In The Centre Of The Room Was A Toilet Of White
Muslin (Universal Here), And On It A Gilt Dressing-Glass, Which Gave
Pretty Effect To The Whole.
I sat at dinner between Lord Braybrooke and Sir John Boileau, and
found them both very agreeable.
The dining-room is as magnificent
as the other apartments. The ceiling is in the Elizabethan style,
covered with figures, and the walls white and gold panelling hung
with full-length family portraits not set into the wall like the
saloon, but in frames. In the evening the young people had a round
game at cards and the elder ones seemed to prefer talking to a game
at whist. The ladies brought down their embroidery or netting. At
eleven a tray with wine and water is brought in and a quantity of
bed candlesticks, and everybody retires when they like. The next
morning the guests assembled at half-past nine in the great gallery
which leads to the chapel to go in together to prayers. The chapel
is really a beautiful little piece of architecture, with a vaulted
roof and windows of painted glass. On one side is the original cast
of the large monument to Lord Cornwallis (our lord) which is in
Westminster Abbey. After breakfast we passed a couple of hours in
going all over the house, which is in perfect keeping in every part.

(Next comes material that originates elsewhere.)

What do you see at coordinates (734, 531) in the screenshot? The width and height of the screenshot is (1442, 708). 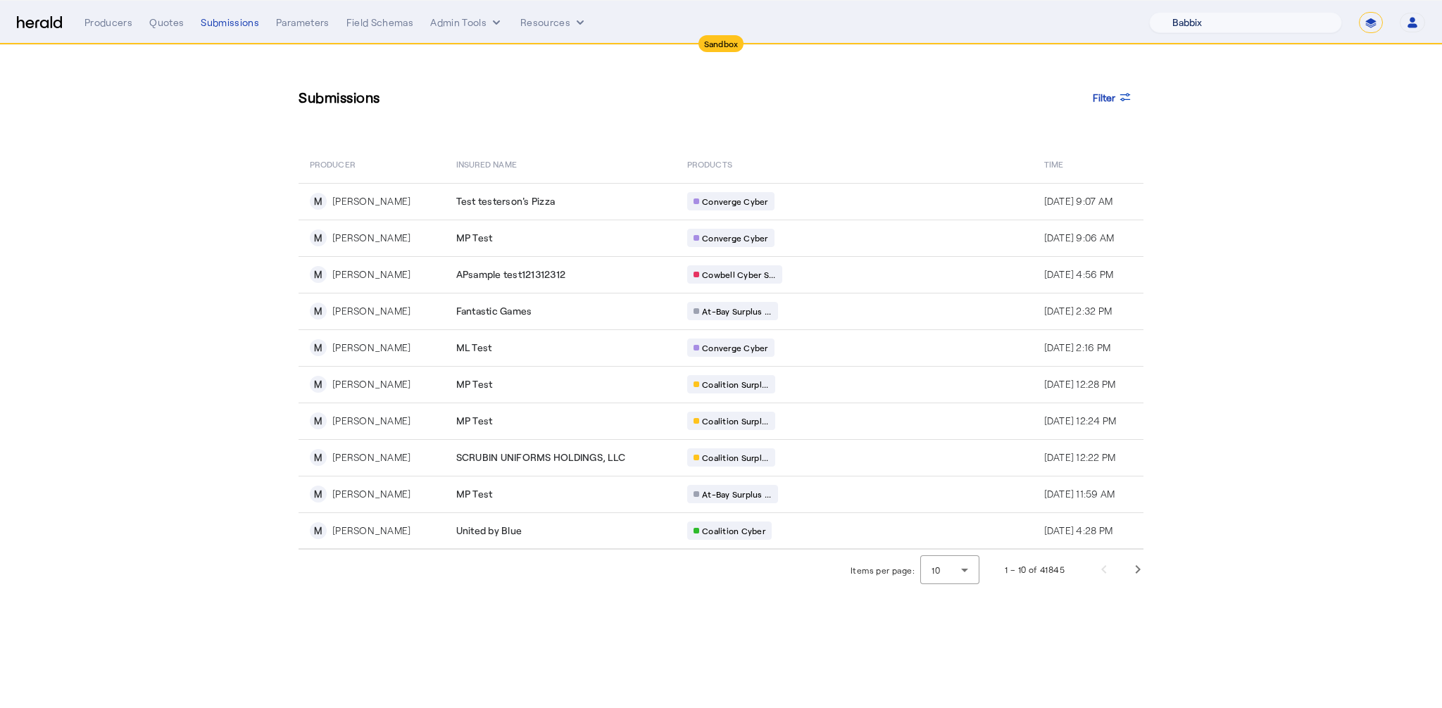 I see `span: Coalition Cyber` at bounding box center [734, 531].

We returned to the library, a room as splendid as the saloon, only
instead of pictured panels it was surrounded by books in beautiful
gilt bindings. In the immense bay window was a large Louis Quatorze
table, round which the ladies all placed themselves at their
embroidery, though I preferred looking over curious illuminated
missals, etc., etc.
The next day was the meeting of the County Agricultural Society. . .

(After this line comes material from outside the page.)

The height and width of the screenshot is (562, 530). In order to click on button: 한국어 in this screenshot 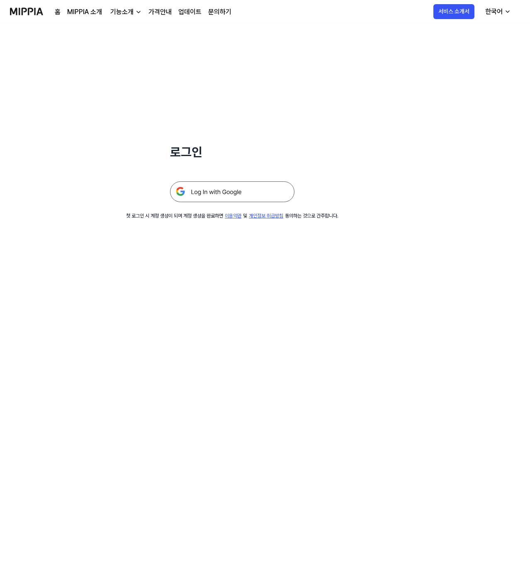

. At the hour appointed we all repaired to the ground where the
prizes were to be given out. . . . Lord Braybrooke made first a most
paternal and interesting address, which showed me in the most
favorable view the relation between the noble and the lower class in
England, a relation which must depend much on the personal character
of the lord of the manor. . . . First came prizes to ploughmen, then
the plough boys, then the shepherds, then to such peasants as had
reared many children without aid, then to women who had been many
years in the same farmer's service, etc., etc. A clock was awarded
to a poor man and his wife who had reared six children and buried
seven without aid from the parish. The rapture with which Mr. and
Mrs. Flitton and the whole six children gazed on this clock, an
immense treasure for a peasant's cottage, was both comic and
affecting. . . . The next morning we made our adieus to our kind
host and hostess, and set off for London, accompanied by Sir John
Tyrrell, Major Beresford, and young Mr. Boileau.
LETTER: To W.D.B.
LONDON, November 4, 1847
Dear W.: . . . Mr. Bancroft and I dined on Friday, the 22d, with
Mr. and Mrs. Hawes, under-Secretary of State, to meet Mr. Brooke,
the Rajah of Sarawak, who is a great lion in London just now.